He admitted that politicians keen to win the support of newspapers had ‘turned a blind eye’to the issues, and failed to heed the warning such as the Information Commissioner’s 2006 report into newspapers’ use of private investigators.

‘We have all been in this together,’he said, ‘the police, the press and leaders of political parties. We have not gripped the issues.’

Cameron compared the current crisis in the UK media to the expenses scandal, adding: “You can downplay it and deny that the problem is deep, or you can accept the seriousness of situation and deal with it”.

UPDATE 8/7/11 12.58pm:

The PCC has released the following statement in response to Cameron’s comments:

“The Press Complaints Commission has noted the Prime Minister’s statement today.

“We welcome that there will be a fair and open, evidence-based inquiry. We are confident that such an inquiry will recognise the considerable successes of the Press Complaints Commission, to which the Prime Minister himself referred some weeks ago.

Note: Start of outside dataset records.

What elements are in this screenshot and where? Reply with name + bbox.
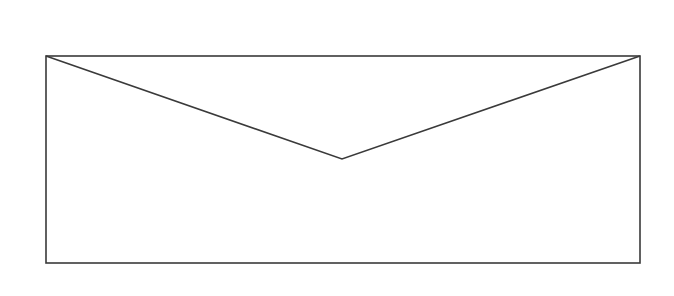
diagram-canvas [0, 0, 674, 296]
envelope-icon [0, 0, 674, 296]
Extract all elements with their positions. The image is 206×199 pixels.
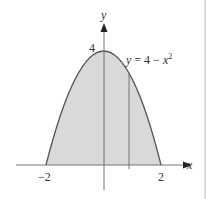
y-tick-4: 4 [89,41,95,55]
y-axis-arrow-icon [101,23,108,32]
x-tick-neg2: −2 [38,170,51,184]
parabola-diagram: y x 4 −2 2 y = 4 − x2 [0,0,206,199]
x-axis-label: x [186,158,193,172]
y-axis-label: y [100,8,107,22]
equation-label: y = 4 − x2 [125,52,172,67]
x-tick-2: 2 [158,170,164,184]
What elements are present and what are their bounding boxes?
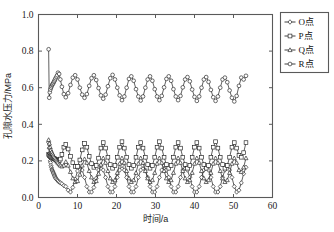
pore-pressure-line-chart: 01020304050600.00.20.40.60.81.0 时间/a孔隙水压… (0, 0, 334, 232)
data-point-circle (195, 99, 199, 103)
data-point-square (76, 165, 80, 169)
data-point-square (136, 145, 140, 149)
data-point-circle (134, 87, 138, 91)
data-point-square (181, 155, 185, 159)
legend-label-Q点: Q点 (299, 45, 315, 55)
data-point-circle (153, 87, 157, 91)
data-point-circle (162, 85, 166, 89)
data-point-square (122, 146, 126, 150)
data-point-square (179, 146, 183, 150)
data-point-square (125, 155, 129, 159)
data-point-circle (60, 85, 64, 89)
data-point-circle (101, 97, 105, 101)
data-point-square (214, 140, 218, 144)
data-point-square (120, 140, 124, 144)
data-point-circle (151, 79, 155, 83)
data-point-square (106, 155, 110, 159)
y-tick-label: 0.2 (22, 156, 34, 166)
data-point-square (218, 155, 222, 159)
data-point-square (78, 158, 82, 162)
data-point-square (127, 163, 131, 167)
data-point-square (144, 155, 148, 159)
data-point-circle (160, 94, 164, 98)
data-point-square (69, 154, 73, 158)
data-point-square (225, 164, 229, 168)
data-point-circle (139, 99, 143, 103)
data-point-circle (85, 92, 89, 96)
data-point-square (113, 164, 117, 168)
data-point-square (90, 162, 94, 166)
data-point-circle (225, 80, 229, 84)
data-point-circle (242, 78, 246, 82)
data-point-square (235, 146, 239, 150)
data-point-square (193, 145, 197, 149)
data-point-square (200, 155, 204, 159)
data-point-square (94, 164, 98, 168)
data-point-circle (172, 87, 176, 91)
data-point-circle (97, 86, 101, 90)
y-tick-label: 0.4 (22, 120, 34, 130)
data-point-circle (58, 78, 62, 82)
data-point-circle (176, 98, 180, 102)
data-point-circle (69, 83, 73, 87)
data-point-square (60, 153, 64, 157)
data-point-circle (169, 79, 173, 83)
data-point-circle (179, 94, 183, 98)
data-point-circle (190, 88, 194, 92)
data-point-circle (167, 75, 171, 79)
data-point-circle (230, 96, 234, 100)
data-point-circle (104, 93, 108, 97)
data-point-square (209, 155, 213, 159)
y-tick-label: 0.0 (22, 193, 34, 203)
data-point-square (288, 34, 292, 38)
data-point-square (155, 145, 159, 149)
data-point-square (158, 140, 162, 144)
data-point-circle (141, 95, 145, 99)
data-point-circle (158, 98, 162, 102)
data-point-circle (106, 84, 110, 88)
data-point-circle (144, 86, 148, 90)
data-point-circle (193, 95, 197, 99)
x-tick-label: 60 (268, 201, 278, 211)
legend-label-R点: R点 (299, 59, 314, 69)
data-point-circle (218, 86, 222, 90)
data-point-square (230, 145, 234, 149)
data-point-circle (125, 86, 129, 90)
data-point-square (64, 143, 68, 147)
data-point-square (66, 147, 70, 151)
data-point-circle (174, 95, 178, 99)
data-point-square (139, 141, 143, 145)
data-point-circle (129, 75, 133, 79)
data-point-square (160, 146, 164, 150)
data-point-circle (209, 88, 213, 92)
data-point-square (165, 163, 169, 167)
data-point-square (195, 141, 199, 145)
data-point-square (99, 146, 103, 150)
chart-figure: 01020304050600.00.20.40.60.81.0 时间/a孔隙水压… (0, 0, 334, 232)
x-axis-title: 时间/a (143, 213, 169, 224)
data-point-circle (132, 79, 136, 83)
data-point-circle (232, 100, 236, 104)
y-tick-label: 0.6 (22, 83, 34, 93)
data-point-square (108, 163, 112, 167)
y-tick-label: 1.0 (22, 10, 34, 20)
data-point-square (239, 155, 243, 159)
x-tick-label: 20 (112, 201, 122, 211)
data-point-circle (235, 94, 239, 98)
data-point-square (207, 164, 211, 168)
data-point-circle (64, 95, 68, 99)
data-point-circle (223, 76, 227, 80)
data-point-circle (118, 94, 122, 98)
data-point-square (232, 141, 236, 145)
data-point-circle (66, 91, 70, 95)
data-point-square (83, 142, 87, 146)
data-point-circle (188, 79, 192, 83)
data-point-circle (78, 86, 82, 90)
data-point-circle (181, 85, 185, 89)
data-point-square (228, 155, 232, 159)
data-point-square (183, 163, 187, 167)
data-point-circle (92, 73, 96, 77)
data-point-circle (122, 95, 126, 99)
data-point-circle (186, 75, 190, 79)
data-point-circle (83, 96, 87, 100)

“We do not accept that the scandal of phone hacking should claim, as a convenient scalp, the Press Complaints Commission. The work of the PCC, and of a press allowed to have freedom of expression, has been grossly undervalued today.

“However, as the PCC has said consistently, it believes that the outcome of phone hacking should be a more independent PCC. It is confident that it is precisely what the Prime Minister’s inquiry will also have to conclude. There should be fundamental reform of the system, as we have already recognised and called for. But the PCC can, in the final evaluation, play its part in this. It is already doing so, and this can inform the work of the inquiry.

“Now, it is for the newspaper and magazine industry itself to make the case for their continued independence from Government.

“Meanwhile, the dedicated staff of the PCC will continue to serve the public (a service that effectively helps thousands of people every year), and uphold the ethical standards enshrined in the Code of Practice.”